I love where Senator Snowe (she's from Maine and talking about cold weather so OF COURSE her name is Snowe!) said this underscores how badly the nation needs a comprehensive energy policy. You mean driving Escalades until the sky turns black is not an energy policy? You're kidding? How about fracking to release natural gas and destroy the remaining supply of clean water? That doesn't count? Building more nuclear plants? What would she call a comprehensive energy policy if this isn't it? She must be talking about a policy to SAVE energy. Our policies to WASTE energy are the envy of the rest of the free world.
Ultimately this may be part of a "comprehensive" plan of another type. First we freeze the poor. Then we can them and serve them as food. This is more "out of the can" thinking rather than "out of the box" thinking, but either way we here at Daily Downers are doing a better job of coming up with plans and ideas than the mugs that pass for our leaders today.
Mary Power is 92 and worried about surviving another frigid Massachusetts winter because deep cuts in federal home heating assistance benefits mean she probably can't afford enough heating oil to stay warm.
She lives in a drafty trailer in Boston's West Roxbury neighborhood and gets by on $11,148 a year in pension and Social Security benefits.
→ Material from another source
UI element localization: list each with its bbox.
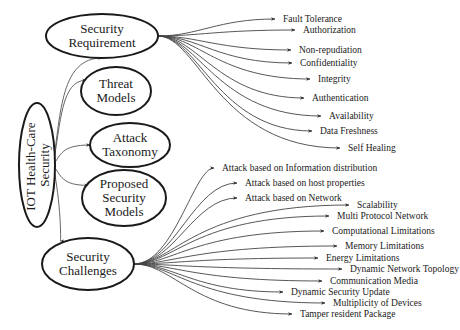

Her heating aid help this year will drop from $1,035 to $685. With rising heating oil prices, it probably will cost her more than $3,000 for enough oil to keep warm unless she turns her thermostat down to 60 degrees Fahrenheit (16 degrees Celsius), as she plans.
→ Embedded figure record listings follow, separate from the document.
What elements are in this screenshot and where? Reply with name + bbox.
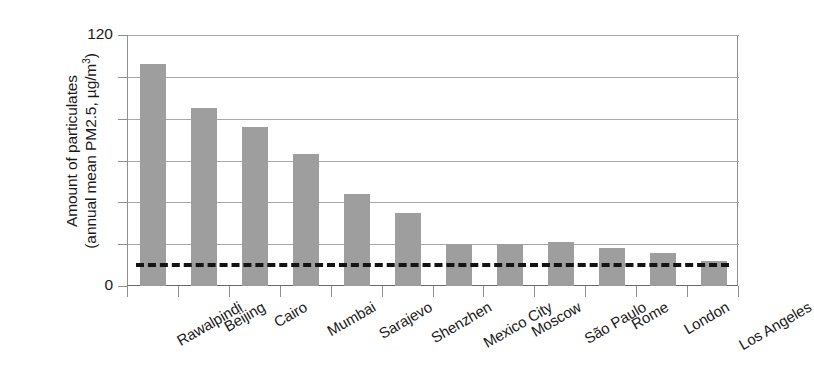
x-axis-category-label: Sarajevo — [376, 298, 435, 342]
x-axis-tick — [127, 286, 128, 297]
y-axis-title-line-2: (annual mean PM2.5, µg/m3) — [81, 6, 100, 296]
x-axis-tick — [738, 286, 739, 297]
y-axis-tick — [118, 286, 127, 287]
gridline — [128, 119, 739, 120]
bar — [191, 108, 217, 286]
x-axis-tick — [382, 286, 383, 297]
x-axis-tick — [585, 286, 586, 297]
y-axis-tick — [118, 202, 127, 203]
y-axis-title-wrapper: Amount of particulates (annual mean PM2.… — [0, 0, 70, 300]
y-axis-tick — [118, 35, 127, 36]
x-axis-tick — [636, 286, 637, 297]
gridline — [128, 77, 739, 78]
x-axis-tick — [178, 286, 179, 297]
bar — [344, 194, 370, 286]
y-axis-tick — [118, 77, 127, 78]
x-axis-tick — [331, 286, 332, 297]
bar — [650, 253, 676, 286]
bar — [599, 248, 625, 286]
y-axis-tick-label: 120 — [10, 25, 113, 43]
y-axis-tick-label: 0 — [10, 276, 113, 294]
y-axis-tick — [118, 244, 127, 245]
x-axis-tick — [280, 286, 281, 297]
x-axis-category-label: Los Angeles — [735, 298, 813, 353]
plot-area — [127, 35, 738, 286]
x-axis-tick — [534, 286, 535, 297]
x-axis-category-label: Cairo — [271, 298, 310, 330]
bar — [140, 64, 166, 286]
x-axis-tick — [687, 286, 688, 297]
y-axis-title: Amount of particulates (annual mean PM2.… — [62, 6, 100, 296]
gridline — [128, 35, 739, 36]
x-axis-category-label: London — [680, 298, 731, 337]
bar — [395, 213, 421, 286]
x-axis-category-label: Mumbai — [324, 298, 378, 339]
y-axis-title-exponent: 3 — [81, 58, 92, 63]
y-axis-tick — [118, 161, 127, 162]
x-axis-tick — [433, 286, 434, 297]
gridline — [128, 161, 739, 162]
gridline — [128, 202, 739, 203]
x-axis-tick — [483, 286, 484, 297]
y-axis-title-line-2-prefix: (annual mean PM2.5, µg/m — [82, 64, 99, 249]
gridline — [128, 244, 739, 245]
y-axis-title-line-2-suffix: ) — [82, 53, 99, 58]
y-axis-title-line-1: Amount of particulates — [62, 6, 81, 296]
who-guideline-dashed-line — [136, 263, 729, 267]
y-axis-tick — [118, 119, 127, 120]
x-axis-tick — [229, 286, 230, 297]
"I will just have to crawl into bed with the covers over me and stay there," said Power, a widow who worked as a cashier and waitress until she was 80. "I will do what I have to do."
Thousands of poor people across the U.S. Northeast are bracing for a difficult winter with substantially less home heating aid coming from the federal government.
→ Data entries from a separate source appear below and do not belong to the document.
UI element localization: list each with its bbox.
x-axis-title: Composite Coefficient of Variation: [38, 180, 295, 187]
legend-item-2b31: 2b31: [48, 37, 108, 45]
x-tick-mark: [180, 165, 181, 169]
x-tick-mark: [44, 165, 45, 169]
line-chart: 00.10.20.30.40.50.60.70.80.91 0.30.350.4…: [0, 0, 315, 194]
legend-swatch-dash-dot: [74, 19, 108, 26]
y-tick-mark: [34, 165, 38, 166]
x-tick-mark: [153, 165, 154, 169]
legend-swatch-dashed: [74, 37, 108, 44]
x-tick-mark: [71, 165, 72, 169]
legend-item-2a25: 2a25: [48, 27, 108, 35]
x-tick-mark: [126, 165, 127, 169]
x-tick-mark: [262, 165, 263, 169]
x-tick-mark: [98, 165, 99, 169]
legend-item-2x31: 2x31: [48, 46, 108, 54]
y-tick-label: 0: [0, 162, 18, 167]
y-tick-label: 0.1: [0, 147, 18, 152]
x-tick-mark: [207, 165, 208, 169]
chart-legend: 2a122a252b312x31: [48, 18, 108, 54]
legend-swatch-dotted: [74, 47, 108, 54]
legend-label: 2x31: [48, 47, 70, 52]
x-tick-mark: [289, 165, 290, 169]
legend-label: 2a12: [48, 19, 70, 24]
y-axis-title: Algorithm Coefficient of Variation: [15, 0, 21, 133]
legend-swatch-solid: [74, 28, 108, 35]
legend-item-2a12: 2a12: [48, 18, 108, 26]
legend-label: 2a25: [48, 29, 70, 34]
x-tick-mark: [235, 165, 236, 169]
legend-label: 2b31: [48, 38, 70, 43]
"They're playing Russian roulette with people's lives," said John Drew, who heads Action for Boston Community Development, Inc., which provides aid to low-income residents in Massachusetts.
The issue could flare just as New Hampshire votes in the Republican presidential primary.
U.S. Sen. Olympia Snowe, a Maine Republican, said she hopes the candidates will take up the region's heating aid crunch because it underscores how badly the country needs a comprehensive energy policy.
Several Northeast states already have reduced heating aid benefits to families as Congress considers cutting more than $1 billion from last year's $4.7 billion Low Income Home Energy Assistance Program that served nearly 9 million households.